▶ TASK TO COMPLETE: Find the line with "is (868, 288)." in the data below. Repeat it and every line after it exactly, but not the pictures.
━━━━━━━━
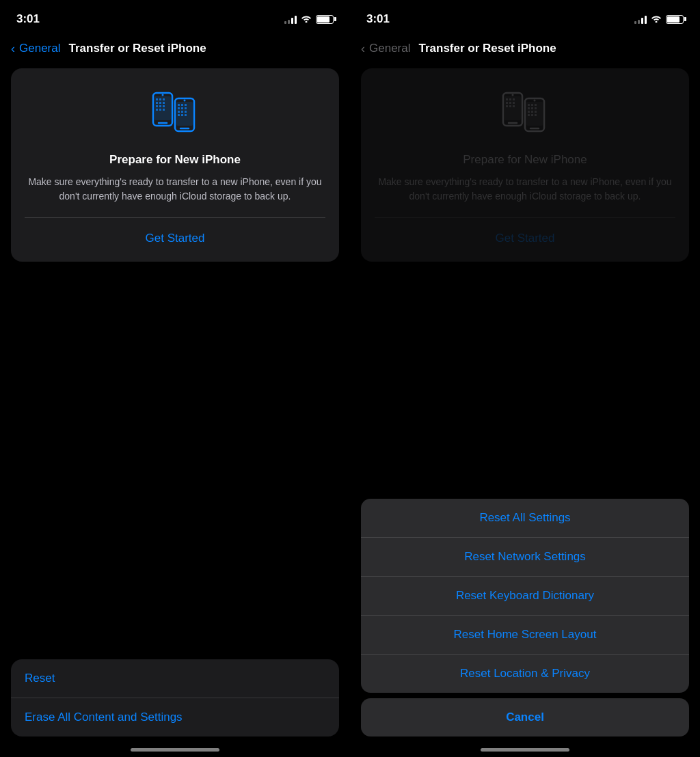 The width and height of the screenshot is (700, 757). Describe the element at coordinates (175, 698) in the screenshot. I see `bottom-section-left: Reset Erase All Content and Settings` at that location.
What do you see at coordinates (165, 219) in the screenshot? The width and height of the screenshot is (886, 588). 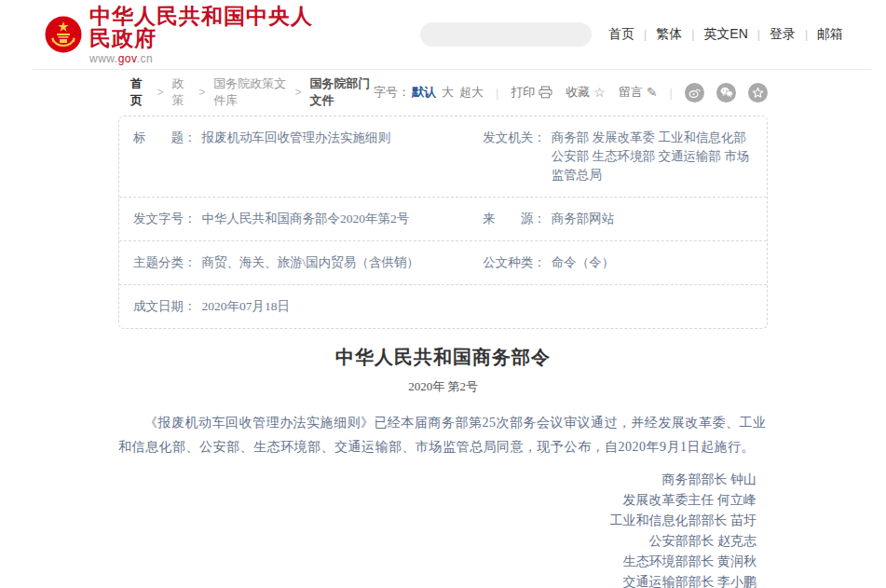 I see `meta-label: 发文字号：` at bounding box center [165, 219].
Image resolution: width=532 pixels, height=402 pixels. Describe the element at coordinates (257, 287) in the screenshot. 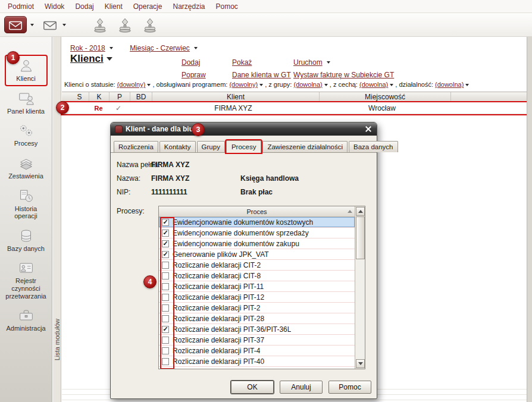

I see `process-row: Rozliczanie deklaracji PIT-11` at that location.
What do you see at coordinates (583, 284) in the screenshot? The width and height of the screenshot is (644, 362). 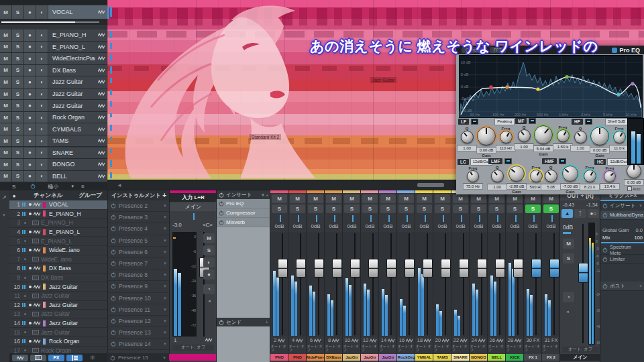 I see `out-fader` at bounding box center [583, 284].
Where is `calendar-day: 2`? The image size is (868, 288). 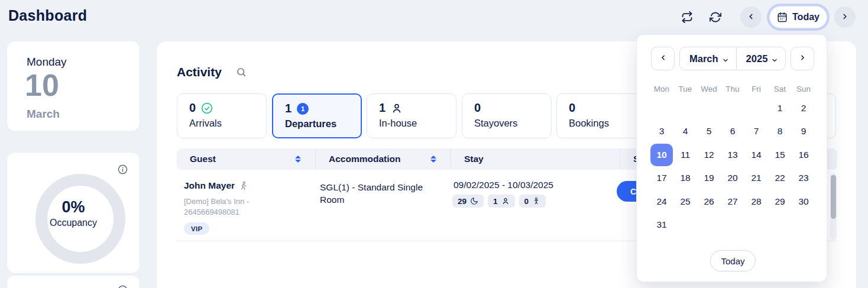
calendar-day: 2 is located at coordinates (804, 108).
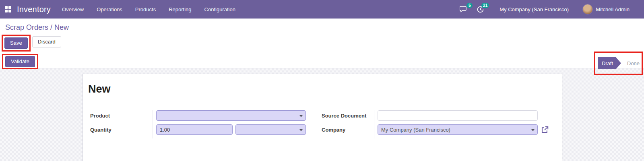  What do you see at coordinates (120, 118) in the screenshot?
I see `product-label: Product` at bounding box center [120, 118].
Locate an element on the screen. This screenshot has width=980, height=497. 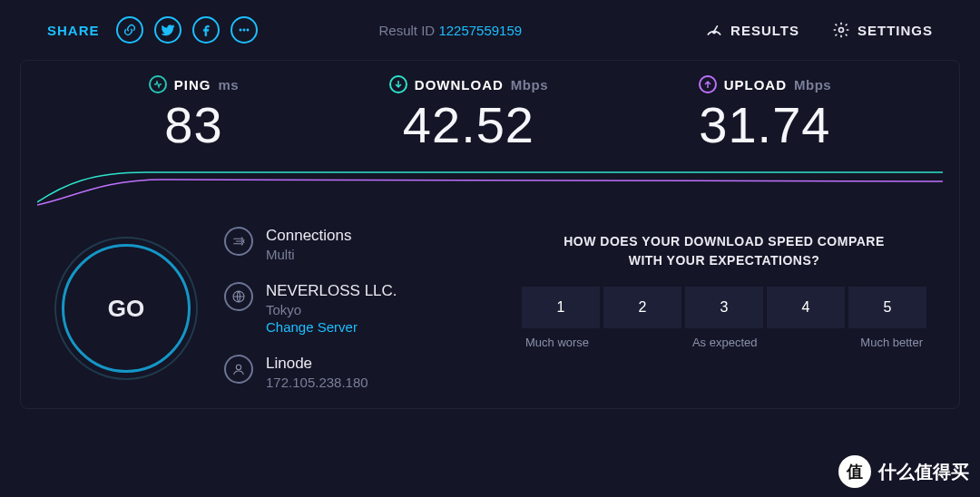
rating-3: 3 is located at coordinates (724, 307).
━━━━━━━━
▶ REPLY:
Where is `calendar-day: 2`? The image size is (868, 288). 
calendar-day: 2 is located at coordinates (804, 108).
  What do you see at coordinates (120, 118) in the screenshot?
I see `product-label: Product` at bounding box center [120, 118].
Locate an element on the screen. This screenshot has width=980, height=497. 
rating-3: 3 is located at coordinates (724, 307).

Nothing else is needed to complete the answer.